A South Korean research team has developed an autonomous aquatic robot designed to shred swarms of jellyfish to pieces.
By using GPS and a camera, the robot is led to swarms of the medusae, where it then activates it's blades and does to the jellyfish what a lawnmower does to grass.
As brutal as it may sound, the development team contends that it's a necessity as more and more jellyfish are in the ocean as a result of warming waters and overfishing.
In addition to providing painful and sometimes deadly stings, jellyfish are also causing harm to fishing operations, said researchers from the Urban Robotics Lab at the Korea Advanced Institute of Science and Technology (KAIST), noting in a news release that the yearly losses to local fisheries amounted to 300 billion won (about $280 million)
The robotic jellyfish terminator, which has been dubbed JEROS (for Jellyfish Elimination RObotic Swarm) can liquify about 900 kilograms (1,984 pounds) of jellyfish in an hour as it mows down an automatically determined path calculated to yield the most optimal kill rate in the swarm.
From the water's surface the JEROS look like metallic buoys, but suspended beneath the surface is a system of nets which trap jellyfish and funnel them to the blades at rear of the machines.
On a YouTube comment chain beneath an Urban Robotics Lab-uploaded video of the JEROS in action, one commenter equated the robot to a medieval torture device and said it did not belong in the modern age.
The lab was quick to respond to that comment, noting that jellyfish are not actually fish, but blobs of plankton with no brain or heart.
"Jellyfish have no bones, brain, or heart. And the harmful jellyfish are really a big problem. One child died by the sting of a poisonous jellyfish in Korea last year," the researchers wrote.
The JEROS robots are designed to work in tandem with one another, the researchers said in a statement, noting that only one of the robots will calculate how to best approach a jellyfish swarm, and others will follow in a formation around it. In field tests, the robots worked at speeds up to 4 knots (4.5 mph).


→ **Your task**:
Give back each entry word for word, but drop the images.
◆ ◆ ◆ ◆ ◆ ◆ ◆
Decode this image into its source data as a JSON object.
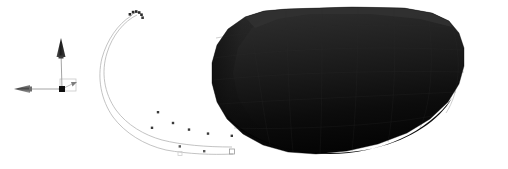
{
  "viewport": {
    "label": "3d-render-viewport",
    "width": 508,
    "height": 169,
    "background_color": "#ffffff",
    "render_style": "flat-shaded-solid"
  },
  "axis_triad": {
    "label": "coordinate-axis-triad",
    "origin": {
      "x": 62,
      "y": 89
    },
    "color": "#8a8a8a",
    "marker_color": "#1a1a1a",
    "axes": [
      {
        "name": "vertical-axis",
        "direction": "up",
        "from": {
          "x": 62,
          "y": 89
        },
        "to": {
          "x": 61,
          "y": 52
        },
        "arrow_color": "#2b2b2b",
        "arrow_length": 18,
        "arrow_width": 9
      },
      {
        "name": "horizontal-axis",
        "direction": "left",
        "from": {
          "x": 62,
          "y": 89
        },
        "to": {
          "x": 29,
          "y": 89
        },
        "arrow_color": "#6e6e6e",
        "arrow_length": 15,
        "arrow_width": 7
      },
      {
        "name": "depth-axis",
        "direction": "right-back",
        "from": {
          "x": 62,
          "y": 89
        },
        "to": {
          "x": 74,
          "y": 83
        },
        "arrow_color": "#9b9b9b",
        "arrow_length": 6,
        "arrow_width": 4
      }
    ],
    "origin_marker": {
      "name": "origin-point-marker",
      "shape": "square",
      "size": 6,
      "color": "#151515"
    },
    "origin_box": {
      "name": "origin-reference-box",
      "x": 60,
      "y": 79,
      "width": 16,
      "height": 12,
      "stroke": "#c9c9c9"
    }
  },
  "curves": {
    "label": "guide-curve-group",
    "stroke_color": "#b4b4b4",
    "stroke_width": 0.8,
    "upper": {
      "name": "upper-guide-curve",
      "path": "M 136 14 L 131 16 C 120 24 110 38 106 55 C 102 72 106 92 118 108 C 128 122 143 133 158 140",
      "points": [
        {
          "x": 136,
          "y": 14
        },
        {
          "x": 158,
          "y": 110
        },
        {
          "x": 166,
          "y": 120
        },
        {
          "x": 178,
          "y": 127
        },
        {
          "x": 194,
          "y": 131
        },
        {
          "x": 208,
          "y": 133
        },
        {
          "x": 232,
          "y": 134
        }
      ]
    },
    "lower": {
      "name": "lower-guide-curve",
      "path": "M 133 15 C 119 22 108 40 104 58 C 100 76 104 96 114 112 C 124 128 140 141 158 149",
      "points": [
        {
          "x": 133,
          "y": 15
        },
        {
          "x": 152,
          "y": 126
        },
        {
          "x": 170,
          "y": 146
        },
        {
          "x": 196,
          "y": 151
        },
        {
          "x": 216,
          "y": 152
        },
        {
          "x": 231,
          "y": 152
        }
      ]
    },
    "point_marker": {
      "name": "curve-point-marker",
      "shape": "square",
      "size": 2.4,
      "color": "#3a3a3a"
    },
    "endpoint_markers": [
      {
        "name": "curve-endpoint-square",
        "x": 232,
        "y": 152,
        "size": 5,
        "stroke": "#9a9a9a",
        "fill": "none"
      },
      {
        "name": "curve-midpoint-square",
        "x": 180,
        "y": 154,
        "size": 4,
        "stroke": "#cfcfcf",
        "fill": "none"
      }
    ],
    "top_cluster": {
      "name": "curve-top-vertex-cluster",
      "points": [
        {
          "x": 130,
          "y": 14
        },
        {
          "x": 133,
          "y": 12
        },
        {
          "x": 136,
          "y": 12
        },
        {
          "x": 139,
          "y": 13
        },
        {
          "x": 141,
          "y": 15
        },
        {
          "x": 142,
          "y": 18
        }
      ],
      "color": "#2a2a2a",
      "size": 2.6
    }
  },
  "solid": {
    "name": "dark-faceted-solid",
    "description": "large dark shaded 3d body",
    "fill_top": "#2a2a2a",
    "fill_mid": "#1b1b1b",
    "fill_bottom": "#050505",
    "silhouette_path": "M 286 9 L 360 7 L 415 9 L 441 16 L 455 26 L 462 39 L 465 57 L 463 76 L 455 95 L 440 114 L 418 131 L 390 144 L 358 152 L 325 155 L 295 153 L 268 146 L 247 135 L 230 120 L 219 103 L 213 84 L 212 64 L 216 45 L 226 29 L 243 17 L 264 11 Z",
    "facet_stroke": "#242424",
    "facet_opacity": 0.35
  }
}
◆ ◆ ◆ ◆ ◆ ◆ ◆
→ **Answer for this exercise**:
Decode this image into its source data as a JSON object.
{
  "viewport": {
    "label": "3d-render-viewport",
    "width": 508,
    "height": 169,
    "background_color": "#ffffff",
    "render_style": "flat-shaded-solid"
  },
  "axis_triad": {
    "label": "coordinate-axis-triad",
    "origin": {
      "x": 62,
      "y": 89
    },
    "color": "#8a8a8a",
    "marker_color": "#1a1a1a",
    "axes": [
      {
        "name": "vertical-axis",
        "direction": "up",
        "from": {
          "x": 62,
          "y": 89
        },
        "to": {
          "x": 61,
          "y": 52
        },
        "arrow_color": "#2b2b2b",
        "arrow_length": 18,
        "arrow_width": 9
      },
      {
        "name": "horizontal-axis",
        "direction": "left",
        "from": {
          "x": 62,
          "y": 89
        },
        "to": {
          "x": 29,
          "y": 89
        },
        "arrow_color": "#6e6e6e",
        "arrow_length": 15,
        "arrow_width": 7
      },
      {
        "name": "depth-axis",
        "direction": "right-back",
        "from": {
          "x": 62,
          "y": 89
        },
        "to": {
          "x": 74,
          "y": 83
        },
        "arrow_color": "#9b9b9b",
        "arrow_length": 6,
        "arrow_width": 4
      }
    ],
    "origin_marker": {
      "name": "origin-point-marker",
      "shape": "square",
      "size": 6,
      "color": "#151515"
    },
    "origin_box": {
      "name": "origin-reference-box",
      "x": 60,
      "y": 79,
      "width": 16,
      "height": 12,
      "stroke": "#c9c9c9"
    }
  },
  "curves": {
    "label": "guide-curve-group",
    "stroke_color": "#b4b4b4",
    "stroke_width": 0.8,
    "upper": {
      "name": "upper-guide-curve",
      "path": "M 136 14 L 131 16 C 120 24 110 38 106 55 C 102 72 106 92 118 108 C 128 122 143 133 158 140",
      "points": [
        {
          "x": 136,
          "y": 14
        },
        {
          "x": 158,
          "y": 110
        },
        {
          "x": 166,
          "y": 120
        },
        {
          "x": 178,
          "y": 127
        },
        {
          "x": 194,
          "y": 131
        },
        {
          "x": 208,
          "y": 133
        },
        {
          "x": 232,
          "y": 134
        }
      ]
    },
    "lower": {
      "name": "lower-guide-curve",
      "path": "M 133 15 C 119 22 108 40 104 58 C 100 76 104 96 114 112 C 124 128 140 141 158 149",
      "points": [
        {
          "x": 133,
          "y": 15
        },
        {
          "x": 152,
          "y": 126
        },
        {
          "x": 170,
          "y": 146
        },
        {
          "x": 196,
          "y": 151
        },
        {
          "x": 216,
          "y": 152
        },
        {
          "x": 231,
          "y": 152
        }
      ]
    },
    "point_marker": {
      "name": "curve-point-marker",
      "shape": "square",
      "size": 2.4,
      "color": "#3a3a3a"
    },
    "endpoint_markers": [
      {
        "name": "curve-endpoint-square",
        "x": 232,
        "y": 152,
        "size": 5,
        "stroke": "#9a9a9a",
        "fill": "none"
      },
      {
        "name": "curve-midpoint-square",
        "x": 180,
        "y": 154,
        "size": 4,
        "stroke": "#cfcfcf",
        "fill": "none"
      }
    ],
    "top_cluster": {
      "name": "curve-top-vertex-cluster",
      "points": [
        {
          "x": 130,
          "y": 14
        },
        {
          "x": 133,
          "y": 12
        },
        {
          "x": 136,
          "y": 12
        },
        {
          "x": 139,
          "y": 13
        },
        {
          "x": 141,
          "y": 15
        },
        {
          "x": 142,
          "y": 18
        }
      ],
      "color": "#2a2a2a",
      "size": 2.6
    }
  },
  "solid": {
    "name": "dark-faceted-solid",
    "description": "large dark shaded 3d body",
    "fill_top": "#2a2a2a",
    "fill_mid": "#1b1b1b",
    "fill_bottom": "#050505",
    "silhouette_path": "M 286 9 L 360 7 L 415 9 L 441 16 L 455 26 L 462 39 L 465 57 L 463 76 L 455 95 L 440 114 L 418 131 L 390 144 L 358 152 L 325 155 L 295 153 L 268 146 L 247 135 L 230 120 L 219 103 L 213 84 L 212 64 L 216 45 L 226 29 L 243 17 L 264 11 Z",
    "facet_stroke": "#242424",
    "facet_opacity": 0.35
  }
}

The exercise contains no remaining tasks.